TigerBlog is part of a four-person text group that plays Wordle every morning.
If you like puzzles and haven't played Wordle, then you should start immediately. Basically, you get six chances to guess a five-letter word, and with each guess, you're told if 1) the letters you selected are in the final word and 2) if they are in the right spot in the final word.
In TB's group, the person who gets the word in the fewest guesses chooses the starting word for the next day. If there's a tie, then the person who has gone the longest without choosing gets to do so.
TB, by the way, is the only person in the group who has actually met the other three. Intriguing, no? Well, not really. One of the other three is Miss Blog. There's also her dear friend Jen, as well as TB's longtime friend and University colleague Dan Day.
Last week, one of the starting words was "enure." TigerBlog had no idea this was a word, but it actually is. Its definition: (legal term) to come into operation; to take place, have effect; to be available; to be applied (to the use or benefit of a person).TigerBlog had the opportunity to choose the starting word Sunday. In honor of the Super Bowl, he came up with something different: If the 49ers won, the starting word would be "Brock;" if the Chiefs won, the starting word would be "Swift."
Anyway, it was "Swift." TigerBlog won't spend a lot of time on the Super Bowl, but he will say this:
* the last 30 minutes of the 4.5 hour game were very dramatic, obviously; other than that, it was a sloppy game that happened to be close
* the fact that the Niners kicker missed an extra point had exactly zero impact on the way the game turned out
* the only good part of any commercial was Matt Damon's role in the Ben Afleck one; the rest seemed to have been cut from the "find a celebrity, any celebrity, and then nobody cares how stupid the actual content is" mold
* you have to know the rules
* TB believes that Tony Romo isn't as bad as most people seem to think, and he enjoys listening to him as much as any other color commentator since John Madden (nobody will ever be better)
* and last but not least, never, ever, ever, ever doubt Pat Mahomes with the game on the line
By the way, today's group Wordle starting word was "puppy," and TB got it in four,
while everyone else got it in fifve. What should tomorrow's word be? How about "three," as in the number of Ivy League championships Princeton won this past weekend.
TigerBlog was in his office on Jadwin's E Level Saturday afternoon just in time to see the end of the fourth game of the final match of Princeton's men's squash match against Penn. He would have gone up two flights to watch it, but the gallery was just packed.
Instead, he watched the stream, and he turned it on at the right moment. Princeton and Penn were tied at 4-4, and the No. 1 match was going to decide the winner. If Penn won, it would have the outright Ivy championship. If Princeton won, then the teams would share the championship.
For a little background, this would be the final day of squash competition in Jadwin Gym's history, since the teams are moving across the lake to a new squash center next season. Also, Penn had won four of the first five matches completed (Zain Ahmed at No. 8 had given Princeton its only win in those first five), which meant Princeton had to go 4 for 4 from then on to win.
Avi Agarwal finished off a 3-0 win for the Tigers at No. 6, making it 4-2. Gordon Lam at No. 9 finished off his match in four games, winning the final two to make it 4-3.
Ahmed Hussein won a grueling five-game match at No. 4, taking the final game 12-10. Now it was even.
The No. 1 match was between Princeton's Karim Elbarbary and Penn's Salman Khalil. Elbarbary won the first two games 11-7 and 11-3. Khalil came back with an 11-3 win and then an 11-9 win. Now it was one game to decide it all.
The two went back and forth in a tense, emotional fifth game. In the end, it was Elbarbary 11-9, and it was Princeton 5-4.
The other two Ivy titles came Sunday, in men's and women's fencing at the Ivy round-robin at Columbia. To show you how good Ivy fencing is, both the men's side and women's side ended in three-way ties, with very little to separate any of the top teams.
On the men's side, Princeton got its first championship since 2017. The Tigers lost 15-12 to Harvard, who lost 15-12 to Columbia, who lost 15-12 to Princeton. That's about as even as it gets.
Then there's the women. Princeton lost to Penn 14-13, but Penn lost to Columbia 14-13 as well. Princeton beat Columbia 16-11.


## TASK TO COMPLETE
Each entry should be written out again exactly, so that nothing is lost.

Segment Start: TASK MATERIAL

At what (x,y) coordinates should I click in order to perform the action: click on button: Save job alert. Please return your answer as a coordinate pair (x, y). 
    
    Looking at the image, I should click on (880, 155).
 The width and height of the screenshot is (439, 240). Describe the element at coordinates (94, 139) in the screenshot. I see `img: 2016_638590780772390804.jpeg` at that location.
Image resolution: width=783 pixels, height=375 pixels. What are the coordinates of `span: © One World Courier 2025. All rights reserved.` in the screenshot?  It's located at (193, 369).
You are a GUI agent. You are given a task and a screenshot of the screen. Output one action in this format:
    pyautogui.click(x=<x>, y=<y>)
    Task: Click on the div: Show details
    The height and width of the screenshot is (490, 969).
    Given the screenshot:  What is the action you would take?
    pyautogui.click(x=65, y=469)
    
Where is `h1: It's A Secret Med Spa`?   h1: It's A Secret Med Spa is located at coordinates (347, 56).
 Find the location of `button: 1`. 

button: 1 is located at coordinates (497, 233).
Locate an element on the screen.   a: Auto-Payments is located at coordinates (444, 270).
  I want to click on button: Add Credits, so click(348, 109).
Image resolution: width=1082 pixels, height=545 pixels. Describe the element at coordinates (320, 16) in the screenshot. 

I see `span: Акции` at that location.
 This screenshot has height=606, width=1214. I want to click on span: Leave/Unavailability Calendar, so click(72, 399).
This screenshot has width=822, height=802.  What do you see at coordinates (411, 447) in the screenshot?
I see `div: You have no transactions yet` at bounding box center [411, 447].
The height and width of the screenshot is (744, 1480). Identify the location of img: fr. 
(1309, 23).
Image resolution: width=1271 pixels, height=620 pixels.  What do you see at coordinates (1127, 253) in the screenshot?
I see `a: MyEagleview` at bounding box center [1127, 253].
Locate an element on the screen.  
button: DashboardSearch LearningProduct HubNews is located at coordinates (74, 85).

Segment End: TASK MATERIAL

## TASK RESULT
At what (x,y) coordinates should I click in order to perform the action: click on button: Save job alert. Please return your answer as a coordinate pair (x, y). 
    
    Looking at the image, I should click on (880, 155).
 The width and height of the screenshot is (439, 240). Describe the element at coordinates (94, 139) in the screenshot. I see `img: 2016_638590780772390804.jpeg` at that location.
Image resolution: width=783 pixels, height=375 pixels. What are the coordinates of `span: © One World Courier 2025. All rights reserved.` in the screenshot?  It's located at (193, 369).
You are a GUI agent. You are given a task and a screenshot of the screen. Output one action in this format:
    pyautogui.click(x=<x>, y=<y>)
    Task: Click on the div: Show details
    The height and width of the screenshot is (490, 969).
    Given the screenshot:  What is the action you would take?
    pyautogui.click(x=65, y=469)
    
Where is `h1: It's A Secret Med Spa`?   h1: It's A Secret Med Spa is located at coordinates (347, 56).
 Find the location of `button: 1`. 

button: 1 is located at coordinates (497, 233).
Locate an element on the screen.   a: Auto-Payments is located at coordinates (444, 270).
  I want to click on button: Add Credits, so click(348, 109).
Image resolution: width=1082 pixels, height=545 pixels. Describe the element at coordinates (320, 16) in the screenshot. 

I see `span: Акции` at that location.
 This screenshot has height=606, width=1214. I want to click on span: Leave/Unavailability Calendar, so click(72, 399).
This screenshot has width=822, height=802.  What do you see at coordinates (411, 447) in the screenshot?
I see `div: You have no transactions yet` at bounding box center [411, 447].
The height and width of the screenshot is (744, 1480). Identify the location of img: fr. 
(1309, 23).
Image resolution: width=1271 pixels, height=620 pixels.  What do you see at coordinates (1127, 253) in the screenshot?
I see `a: MyEagleview` at bounding box center [1127, 253].
Locate an element on the screen.  
button: DashboardSearch LearningProduct HubNews is located at coordinates (74, 85).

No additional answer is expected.